In New Jersey, Black mothers are seven times more likely than white mothers to die from pregnancy-related complications. Black babies in the state are also three times more likely than white babies to die before their first birthdays.
The state’s First Lady Tammy Murphy and Dr. Vijaya Hogan recently unveiled a new plan aimed at addressing racial disparities in maternal and infant death. The Nurture NJ Maternal and Infant Health Plan is a strategy to reduce the Garden State’s high rates of maternal and infant mortality and eliminate the racial disparities responsible for these deaths.
The strategic plan is the latest element of Murphy’s Nurture NJ initiative, which aims to make New Jersey the safest and most equitable place in the nation to deliver and raise a baby. Currently, The Nurture NJ Maternal and Infant Health Strategic Plan includes over 70 specific, actionable recommendations for maternal health stakeholders across all sectors.
Funded by The Nicholson Foundation and the Community Health Acceleration Partnership, the plan will position New Jersey as a national leader in the fight for maternal health equity.
“Fully achieving the goals of Nurture NJ requires transformative change to a system that has historically and disproportionately failed Black women,” said Murphy. “The Nurture NJ Maternal and Infant Health Strategic Plan provides the blueprint for necessary collaboration, partnership, and communication among government, private stakeholders, nonprofits and impacted communities and will ensure every New Jersey mother and baby gets off to a healthy start.”
The Nurture NJ Maternal and Infant Health Strategic Plan is the culmination of over a year of in-person and virtual meetings with over 100 critical stakeholders, including national public health experts, New Jersey state departments and agencies, health systems, physicians, doulas, community organizations, and mothers and families. The team drew on extensive maternal health research and data to examine the structural barriers and systemic racism that contributes to the maternal and infant health crisis.
“The Nurture NJ strategic plan is designed to build a complete ecosystem that supports the health and well-being of mothers and infants,” said Dr. Hogan, independent consultant, adjunct professor in the Department of Maternal and Child Health, Gillings School of Public Health, UNC-CH and lead author of the Nurture NJ plan. “The desire for transformative change was shared in every stakeholder discussion across New Jersey and the nation. This plan is about changing health outcomes through changing the way society treats women of color in all aspects of their lives.”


**WHAT THE TASK REQUIRES:**
Give back the full set of entries exactly, keeping each line intact.

Saved data entries

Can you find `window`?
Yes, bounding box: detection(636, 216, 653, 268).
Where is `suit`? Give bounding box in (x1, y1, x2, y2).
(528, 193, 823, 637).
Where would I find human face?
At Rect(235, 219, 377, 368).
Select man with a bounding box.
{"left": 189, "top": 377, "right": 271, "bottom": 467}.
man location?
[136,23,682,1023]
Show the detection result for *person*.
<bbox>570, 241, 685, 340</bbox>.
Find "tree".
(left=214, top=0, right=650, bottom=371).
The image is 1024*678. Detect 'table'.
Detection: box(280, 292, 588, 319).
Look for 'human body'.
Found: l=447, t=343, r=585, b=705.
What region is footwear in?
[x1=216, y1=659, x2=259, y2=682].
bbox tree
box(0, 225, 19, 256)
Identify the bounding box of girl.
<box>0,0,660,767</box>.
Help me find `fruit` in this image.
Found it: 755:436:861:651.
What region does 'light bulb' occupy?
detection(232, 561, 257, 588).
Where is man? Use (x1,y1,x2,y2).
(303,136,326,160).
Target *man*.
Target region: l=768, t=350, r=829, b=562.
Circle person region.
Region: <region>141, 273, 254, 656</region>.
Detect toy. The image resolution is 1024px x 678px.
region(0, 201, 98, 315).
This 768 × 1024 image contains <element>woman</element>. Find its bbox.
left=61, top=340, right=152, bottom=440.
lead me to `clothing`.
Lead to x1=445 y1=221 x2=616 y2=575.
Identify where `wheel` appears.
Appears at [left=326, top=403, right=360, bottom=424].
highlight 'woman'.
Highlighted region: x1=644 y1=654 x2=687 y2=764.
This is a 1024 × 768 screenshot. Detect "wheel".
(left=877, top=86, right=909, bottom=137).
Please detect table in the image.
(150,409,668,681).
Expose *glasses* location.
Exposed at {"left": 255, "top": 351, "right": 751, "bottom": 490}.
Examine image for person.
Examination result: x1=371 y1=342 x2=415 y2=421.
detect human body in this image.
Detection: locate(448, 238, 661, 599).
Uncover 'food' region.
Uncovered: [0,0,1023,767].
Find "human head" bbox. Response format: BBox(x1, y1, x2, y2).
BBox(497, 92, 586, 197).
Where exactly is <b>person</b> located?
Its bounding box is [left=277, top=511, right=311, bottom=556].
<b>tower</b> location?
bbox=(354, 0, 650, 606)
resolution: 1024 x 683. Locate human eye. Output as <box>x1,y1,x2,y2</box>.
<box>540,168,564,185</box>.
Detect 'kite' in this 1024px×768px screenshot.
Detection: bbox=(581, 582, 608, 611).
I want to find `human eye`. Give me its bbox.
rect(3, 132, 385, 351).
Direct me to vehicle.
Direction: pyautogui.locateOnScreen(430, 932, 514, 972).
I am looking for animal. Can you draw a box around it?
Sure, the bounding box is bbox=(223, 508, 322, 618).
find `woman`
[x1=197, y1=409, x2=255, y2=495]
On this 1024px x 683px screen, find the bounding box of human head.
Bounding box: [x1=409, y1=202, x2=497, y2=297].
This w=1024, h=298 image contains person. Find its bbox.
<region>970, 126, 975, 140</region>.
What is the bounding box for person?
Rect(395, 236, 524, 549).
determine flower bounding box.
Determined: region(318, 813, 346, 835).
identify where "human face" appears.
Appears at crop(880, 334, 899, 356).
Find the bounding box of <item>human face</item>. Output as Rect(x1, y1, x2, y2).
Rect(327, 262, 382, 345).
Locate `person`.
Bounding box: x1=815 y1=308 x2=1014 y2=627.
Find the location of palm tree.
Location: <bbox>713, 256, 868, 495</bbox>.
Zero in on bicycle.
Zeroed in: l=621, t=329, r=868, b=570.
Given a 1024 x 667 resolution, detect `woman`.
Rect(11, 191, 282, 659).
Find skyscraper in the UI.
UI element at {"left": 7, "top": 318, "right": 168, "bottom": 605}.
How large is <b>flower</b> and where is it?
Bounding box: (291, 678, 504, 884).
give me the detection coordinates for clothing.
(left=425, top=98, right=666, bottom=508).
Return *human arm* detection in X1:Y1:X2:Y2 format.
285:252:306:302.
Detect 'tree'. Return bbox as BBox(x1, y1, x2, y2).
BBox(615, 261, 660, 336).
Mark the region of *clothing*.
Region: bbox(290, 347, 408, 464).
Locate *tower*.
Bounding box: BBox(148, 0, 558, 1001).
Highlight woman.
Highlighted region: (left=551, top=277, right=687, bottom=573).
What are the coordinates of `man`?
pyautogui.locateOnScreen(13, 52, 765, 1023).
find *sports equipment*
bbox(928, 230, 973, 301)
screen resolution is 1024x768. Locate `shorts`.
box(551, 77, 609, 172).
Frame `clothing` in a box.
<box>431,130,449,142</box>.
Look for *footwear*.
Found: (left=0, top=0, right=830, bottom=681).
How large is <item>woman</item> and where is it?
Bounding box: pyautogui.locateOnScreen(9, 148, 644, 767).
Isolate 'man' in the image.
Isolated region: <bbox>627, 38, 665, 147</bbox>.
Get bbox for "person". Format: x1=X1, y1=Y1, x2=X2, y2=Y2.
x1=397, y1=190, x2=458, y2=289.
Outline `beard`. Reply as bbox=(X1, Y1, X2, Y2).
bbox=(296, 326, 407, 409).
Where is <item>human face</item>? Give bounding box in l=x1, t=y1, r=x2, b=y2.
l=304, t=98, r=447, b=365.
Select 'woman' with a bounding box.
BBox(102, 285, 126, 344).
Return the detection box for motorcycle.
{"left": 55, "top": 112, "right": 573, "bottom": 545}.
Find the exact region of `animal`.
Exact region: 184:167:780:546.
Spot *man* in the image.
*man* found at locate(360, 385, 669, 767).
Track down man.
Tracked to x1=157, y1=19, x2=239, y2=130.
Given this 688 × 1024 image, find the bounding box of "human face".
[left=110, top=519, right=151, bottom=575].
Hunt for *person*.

**TASK OUTPUT:**
Can you find `window`?
Yes, bounding box: detection(636, 216, 653, 268).
Where is `suit`? Give bounding box in (x1, y1, x2, y2).
(528, 193, 823, 637).
Where would I find human face?
At Rect(235, 219, 377, 368).
Select man with a bounding box.
{"left": 189, "top": 377, "right": 271, "bottom": 467}.
man location?
[136,23,682,1023]
Show the detection result for *person*.
<bbox>570, 241, 685, 340</bbox>.
Find "tree".
(left=214, top=0, right=650, bottom=371).
The image is 1024*678. Detect 'table'.
Detection: box(280, 292, 588, 319).
Look for 'human body'.
Found: l=447, t=343, r=585, b=705.
What region is footwear in?
[x1=216, y1=659, x2=259, y2=682].
bbox tree
box(0, 225, 19, 256)
Identify the bounding box of girl.
<box>0,0,660,767</box>.
Help me find `fruit` in this image.
Found it: 755:436:861:651.
What region does 'light bulb' occupy?
detection(232, 561, 257, 588).
Where is man? Use (x1,y1,x2,y2).
(303,136,326,160).
Target *man*.
Target region: l=768, t=350, r=829, b=562.
Circle person region.
Region: <region>141, 273, 254, 656</region>.
Detect toy. The image resolution is 1024px x 678px.
region(0, 201, 98, 315).
This 768 × 1024 image contains <element>woman</element>. Find its bbox.
left=61, top=340, right=152, bottom=440.
lead me to `clothing`.
Lead to x1=445 y1=221 x2=616 y2=575.
Identify where `wheel` appears.
Appears at [left=326, top=403, right=360, bottom=424].
highlight 'woman'.
Highlighted region: x1=644 y1=654 x2=687 y2=764.
This is a 1024 × 768 screenshot. Detect "wheel".
(left=877, top=86, right=909, bottom=137).
Please detect table in the image.
(150,409,668,681).
Expose *glasses* location.
Exposed at {"left": 255, "top": 351, "right": 751, "bottom": 490}.
Examine image for person.
Examination result: x1=371 y1=342 x2=415 y2=421.
detect human body in this image.
Detection: locate(448, 238, 661, 599).
Uncover 'food' region.
Uncovered: [0,0,1023,767].
Find "human head" bbox. Response format: BBox(x1, y1, x2, y2).
BBox(497, 92, 586, 197).
Where exactly is <b>person</b> located?
Its bounding box is [left=277, top=511, right=311, bottom=556].
<b>tower</b> location?
bbox=(354, 0, 650, 606)
resolution: 1024 x 683. Locate human eye. Output as <box>x1,y1,x2,y2</box>.
<box>540,168,564,185</box>.
Detect 'kite' in this 1024px×768px screenshot.
Detection: bbox=(581, 582, 608, 611).
I want to find `human eye`. Give me its bbox.
rect(3, 132, 385, 351).
Direct me to vehicle.
Direction: pyautogui.locateOnScreen(430, 932, 514, 972).
I am looking for animal. Can you draw a box around it?
Sure, the bounding box is bbox=(223, 508, 322, 618).
find `woman`
[x1=197, y1=409, x2=255, y2=495]
On this 1024px x 683px screen, find the bounding box of human head.
Bounding box: [x1=409, y1=202, x2=497, y2=297].
This w=1024, h=298 image contains person. Find its bbox.
<region>970, 126, 975, 140</region>.
What is the bounding box for person?
Rect(395, 236, 524, 549).
determine flower bounding box.
Determined: region(318, 813, 346, 835).
identify where "human face" appears.
Appears at crop(880, 334, 899, 356).
Find the bounding box of <item>human face</item>. Output as Rect(x1, y1, x2, y2).
Rect(327, 262, 382, 345).
Locate `person`.
Bounding box: x1=815 y1=308 x2=1014 y2=627.
Find the location of palm tree.
Location: <bbox>713, 256, 868, 495</bbox>.
Zero in on bicycle.
Zeroed in: l=621, t=329, r=868, b=570.
Given a 1024 x 667 resolution, detect `woman`.
Rect(11, 191, 282, 659).
Find skyscraper in the UI.
UI element at {"left": 7, "top": 318, "right": 168, "bottom": 605}.
How large is <b>flower</b> and where is it?
Bounding box: (291, 678, 504, 884).
give me the detection coordinates for clothing.
(left=425, top=98, right=666, bottom=508).
Return *human arm* detection in X1:Y1:X2:Y2 format.
285:252:306:302.
Detect 'tree'. Return bbox as BBox(x1, y1, x2, y2).
BBox(615, 261, 660, 336).
Mark the region of *clothing*.
Region: bbox(290, 347, 408, 464).
Locate *tower*.
Bounding box: BBox(148, 0, 558, 1001).
Highlight woman.
Highlighted region: (left=551, top=277, right=687, bottom=573).
What are the coordinates of `man`?
pyautogui.locateOnScreen(13, 52, 765, 1023).
find *sports equipment*
bbox(928, 230, 973, 301)
screen resolution is 1024x768. Locate `shorts`.
box(551, 77, 609, 172).
Frame `clothing` in a box.
<box>431,130,449,142</box>.
Look for *footwear*.
Found: (left=0, top=0, right=830, bottom=681).
How large is <item>woman</item> and where is it?
Bounding box: pyautogui.locateOnScreen(9, 148, 644, 767).
Isolate 'man' in the image.
Isolated region: <bbox>627, 38, 665, 147</bbox>.
Get bbox for "person". Format: x1=X1, y1=Y1, x2=X2, y2=Y2.
x1=397, y1=190, x2=458, y2=289.
Outline `beard`. Reply as bbox=(X1, Y1, X2, Y2).
bbox=(296, 326, 407, 409).
Where is <item>human face</item>? Give bounding box in l=x1, t=y1, r=x2, b=y2.
l=304, t=98, r=447, b=365.
Select 'woman' with a bounding box.
BBox(102, 285, 126, 344).
Return the detection box for motorcycle.
{"left": 55, "top": 112, "right": 573, "bottom": 545}.
Find the exact region of `animal`.
Exact region: 184:167:780:546.
Spot *man* in the image.
*man* found at locate(360, 385, 669, 767).
Track down man.
Tracked to x1=157, y1=19, x2=239, y2=130.
Given this 688 × 1024 image, find the bounding box of "human face".
[left=110, top=519, right=151, bottom=575].
Hunt for *person*.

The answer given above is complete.